On 16 July 1791, Desmoulins appeared before the Paris Commune as the head of a group petitioning for the deposition of Louis XVI, who had, in June of that year, briefly fled Paris with his family before being captured and escorted back to the city. The flight of the king had caused civil unrest, and the petition, presented a day before the anniversary of the Fête de la Fédération, contributed to this agitation. On July 17, a large crowd that had gathered at the Champs de Mars in support of the petition was fired upon by military forces under the command of the Marquis de Lafayette, an incident which became known as the Champs de Mars Massacre. Accounts differ as to whether or not Desmoulins was present at the Champs de Mars; in the subsequent upheaval, warrants for the arrest of himself and Georges Danton were issued. Danton fled Paris, and Desmoulins, though he remained in the city, and spoke on several occasions at the Jacobin Club, decreased his journalistic activities for a time.

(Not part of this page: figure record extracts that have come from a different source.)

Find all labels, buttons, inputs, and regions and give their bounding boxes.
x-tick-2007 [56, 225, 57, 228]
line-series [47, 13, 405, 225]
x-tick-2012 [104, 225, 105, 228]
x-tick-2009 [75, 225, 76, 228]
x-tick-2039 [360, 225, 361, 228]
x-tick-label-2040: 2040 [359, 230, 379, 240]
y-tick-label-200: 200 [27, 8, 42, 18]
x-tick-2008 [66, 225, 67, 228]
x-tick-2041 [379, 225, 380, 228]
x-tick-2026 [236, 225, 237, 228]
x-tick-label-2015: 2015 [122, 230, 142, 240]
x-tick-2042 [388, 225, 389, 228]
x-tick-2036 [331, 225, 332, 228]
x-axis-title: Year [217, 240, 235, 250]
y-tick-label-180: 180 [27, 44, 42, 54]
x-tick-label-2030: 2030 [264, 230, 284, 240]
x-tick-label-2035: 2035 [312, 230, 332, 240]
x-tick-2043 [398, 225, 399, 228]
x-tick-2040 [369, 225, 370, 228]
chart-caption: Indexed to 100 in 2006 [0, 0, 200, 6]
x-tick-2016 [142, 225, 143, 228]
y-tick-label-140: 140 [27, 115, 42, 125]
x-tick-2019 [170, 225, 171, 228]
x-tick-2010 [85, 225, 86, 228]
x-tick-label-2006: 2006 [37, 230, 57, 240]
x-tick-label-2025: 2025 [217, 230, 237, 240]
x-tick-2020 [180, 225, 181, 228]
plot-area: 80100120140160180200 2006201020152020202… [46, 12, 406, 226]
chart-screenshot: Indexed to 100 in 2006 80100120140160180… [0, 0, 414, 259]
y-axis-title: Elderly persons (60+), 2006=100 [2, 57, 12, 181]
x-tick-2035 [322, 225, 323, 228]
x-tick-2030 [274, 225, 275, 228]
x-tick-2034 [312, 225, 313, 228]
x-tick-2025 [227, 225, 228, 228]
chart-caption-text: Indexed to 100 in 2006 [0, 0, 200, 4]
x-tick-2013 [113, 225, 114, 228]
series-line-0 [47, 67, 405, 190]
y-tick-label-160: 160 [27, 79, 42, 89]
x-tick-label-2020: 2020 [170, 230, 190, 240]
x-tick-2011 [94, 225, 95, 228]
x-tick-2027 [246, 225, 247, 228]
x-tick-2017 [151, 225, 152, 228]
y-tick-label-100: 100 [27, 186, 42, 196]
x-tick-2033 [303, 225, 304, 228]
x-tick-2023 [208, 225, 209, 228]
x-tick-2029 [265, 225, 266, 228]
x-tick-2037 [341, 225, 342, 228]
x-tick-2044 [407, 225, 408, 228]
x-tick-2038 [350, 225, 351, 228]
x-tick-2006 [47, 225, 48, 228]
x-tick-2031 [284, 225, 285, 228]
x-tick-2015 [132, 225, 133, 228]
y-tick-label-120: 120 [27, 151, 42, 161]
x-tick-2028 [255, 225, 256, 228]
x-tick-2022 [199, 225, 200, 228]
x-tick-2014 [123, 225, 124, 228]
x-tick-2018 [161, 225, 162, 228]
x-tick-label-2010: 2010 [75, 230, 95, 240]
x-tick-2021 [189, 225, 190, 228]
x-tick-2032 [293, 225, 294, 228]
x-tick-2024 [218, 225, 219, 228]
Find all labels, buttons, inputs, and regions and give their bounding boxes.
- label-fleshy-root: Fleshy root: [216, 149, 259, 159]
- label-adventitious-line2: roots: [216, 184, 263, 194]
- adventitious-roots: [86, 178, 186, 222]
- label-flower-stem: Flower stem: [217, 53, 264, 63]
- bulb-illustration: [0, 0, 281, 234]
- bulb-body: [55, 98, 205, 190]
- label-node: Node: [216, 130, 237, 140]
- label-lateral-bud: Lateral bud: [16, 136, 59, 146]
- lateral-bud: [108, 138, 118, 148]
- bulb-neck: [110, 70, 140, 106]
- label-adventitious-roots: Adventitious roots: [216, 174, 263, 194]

Early in 1792, following a bitter quarrel with Jean Pierre Brissot over a legal case which Desmoulins had taken up and discussed in several broadsheets, Desmoulins published a pamphlet, Jean Pierre Brissot démasqué, which attacked Brissot savagely and personally. In it, Desmoulins claimed that the invented verb brissoter had taken on the meaning "to cheat," and accused Brissot of betraying republicanism. The case constructed against Brissot in this pamphlet was expanded and used to terrible and destructive effect in Desmoulins' later publication of 1793, Fragment de l'histoire secrète de la Révolution, in which the Girondist political faction, of which Brissot was a prominent member, was accused of traitorous and counter-revolutionary activities. This "history," produced in response to calls by Brissot and his followers for the dissolution of the Paris Commune and of the Jacobins, contributed to the arrest and execution of many Girondist leaders, including Brissot himself, in October 1793. Desmoulins intensely regretted his role in the death of the Girondists; present at their trial, he was heard to lament, "O my God! my God! It is I who kill them!" He was seen to collapse in the courtroom when the public prosecutor pronounced the sentence of death.

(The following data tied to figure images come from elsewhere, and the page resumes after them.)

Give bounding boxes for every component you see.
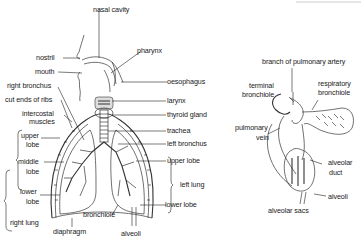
label-pulmonary-vein-2: vein: [256, 134, 269, 142]
label-upper-lobe-right-1: upper: [21, 132, 39, 140]
label-alveoli-left: alveoli: [121, 230, 141, 238]
label-alveolar-duct-2: duct: [329, 169, 342, 177]
label-thyroid-gland: thyroid gland: [167, 111, 207, 119]
label-alveolar-duct-1: alveolar: [328, 159, 352, 167]
label-left-bronchus: left bronchus: [167, 140, 207, 148]
label-alveoli-right: alveoli: [328, 193, 348, 201]
label-upper-lobe-left: upper lobe: [167, 157, 200, 165]
label-terminal-bronchiole-2: bronchiole: [242, 91, 274, 99]
label-upper-lobe-right-2: lobe: [26, 141, 39, 149]
label-bronchiole: bronchiole: [83, 211, 115, 219]
label-respiratory-bronchiole-2: bronchiole: [318, 89, 350, 97]
label-lower-lobe-right-2: lobe: [26, 198, 39, 206]
label-pharynx: pharynx: [137, 47, 162, 55]
label-lower-lobe-left: lower lobe: [165, 201, 197, 209]
label-oesophagus: oesophagus: [167, 78, 205, 86]
label-cut-ends-of-ribs: cut ends of ribs: [5, 96, 52, 104]
label-mouth: mouth: [35, 68, 54, 76]
label-trachea: trachea: [167, 127, 190, 135]
respiratory-diagram: nasal cavity pharynx nostril mouth oesop…: [0, 0, 361, 240]
label-nasal-cavity: nasal cavity: [93, 6, 129, 14]
label-diaphragm: diaphragm: [53, 228, 86, 236]
label-respiratory-bronchiole-1: respiratory: [318, 80, 351, 88]
label-middle-lobe-2: lobe: [26, 168, 39, 176]
label-middle-lobe-1: middle: [18, 158, 39, 166]
label-left-lung: left lung: [180, 181, 204, 189]
label-nostril: nostril: [36, 54, 54, 62]
label-right-bronchus: right bronchus: [7, 82, 51, 90]
label-larynx: larynx: [167, 97, 186, 105]
label-pulmonary-vein-1: pulmonary: [235, 124, 268, 132]
label-muscles: muscles: [29, 118, 55, 126]
label-lower-lobe-right-1: lower: [20, 188, 37, 196]
label-alveolar-sacs: alveolar sacs: [268, 207, 309, 215]
label-right-lung: right lung: [10, 219, 39, 227]
label-terminal-bronchiole-1: terminal: [249, 82, 274, 90]
label-branch-of-pulmonary-artery: branch of pulmonary artery: [262, 58, 345, 66]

In the summer of 1793, General Arthur Dillon, a royalist and close friend of Desmoulins and his wife, was imprisoned. In an openly published Lettre au General Dillon, Desmoulins went far beyond the politically delicate act of defending Dillon, and attacked powerful members of the Committee of Public Safety - notably Saint-Just and Billaud-Varenne.

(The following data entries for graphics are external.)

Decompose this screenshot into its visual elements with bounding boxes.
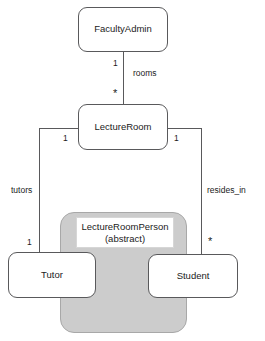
class-node-faculty-admin[interactable]: FacultyAdmin [78,7,168,52]
class-node-tutor[interactable]: Tutor [8,252,96,298]
multiplicity-tutors-target: 1 [27,238,32,247]
multiplicity-tutors-source: 1 [63,134,68,143]
class-node-student[interactable]: Student [148,254,238,298]
edge-label-tutors: tutors [11,186,32,195]
class-node-lecture-room[interactable]: LectureRoom [78,104,168,150]
uml-class-diagram: LectureRoomPerson (abstract) FacultyAdmi… [0,0,265,341]
abstract-class-lecture-room-person-label: LectureRoomPerson (abstract) [76,217,174,248]
class-node-student-label: Student [177,271,210,282]
multiplicity-resides-in-target: * [208,236,212,247]
class-node-tutor-label: Tutor [41,270,63,281]
class-node-faculty-admin-label: FacultyAdmin [94,24,152,35]
multiplicity-rooms-target: * [113,88,117,99]
abstract-class-stereotype: (abstract) [105,233,145,245]
multiplicity-rooms-source: 1 [113,59,118,68]
multiplicity-resides-in-source: 1 [174,134,179,143]
edge-label-rooms: rooms [133,69,157,78]
abstract-class-name: LectureRoomPerson [81,221,168,233]
edge-label-resides-in: resides_in [207,186,246,195]
class-node-lecture-room-label: LectureRoom [94,122,151,133]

Beginning 5 December 1793, Desmoulins published the journal for which he would be best known and most celebrated: Le Vieux Cordelier. Even the title of this short-lived publication spoke of conflict with the current regime, implying that Desmoulins spoke on behalf of the "old" or original members of the Club des Cordeliers, in opposition to the more radical and extreme factions that had now come into power. In the seven issues that comprised the Vieux Cordelier, Desmoulins condemned the suspicion, brutality, and fear that had come to characterize the Revolution, comparing the ongoing Revolutionary Terror to the oppressive reign of the Roman emperor Tiberius and calling for the establishment of a "Committee of Clemency" to counter the climate of mercilessness fostered by the Committee of Public Safety. In the fourth number of the journal, Desmoulins addressed Robespierre directly, writing, "My dear Robespierre... my old school friend... Remember the lessons of history and philosophy: love is stronger, more lasting than fear." The perceived counter-revolutionary tone in these calls for clemency led to Desmoulins' expulsion from the Club des Cordeliers and denunciation at the Jacobins, as well as, ultimately, to his arrest and execution.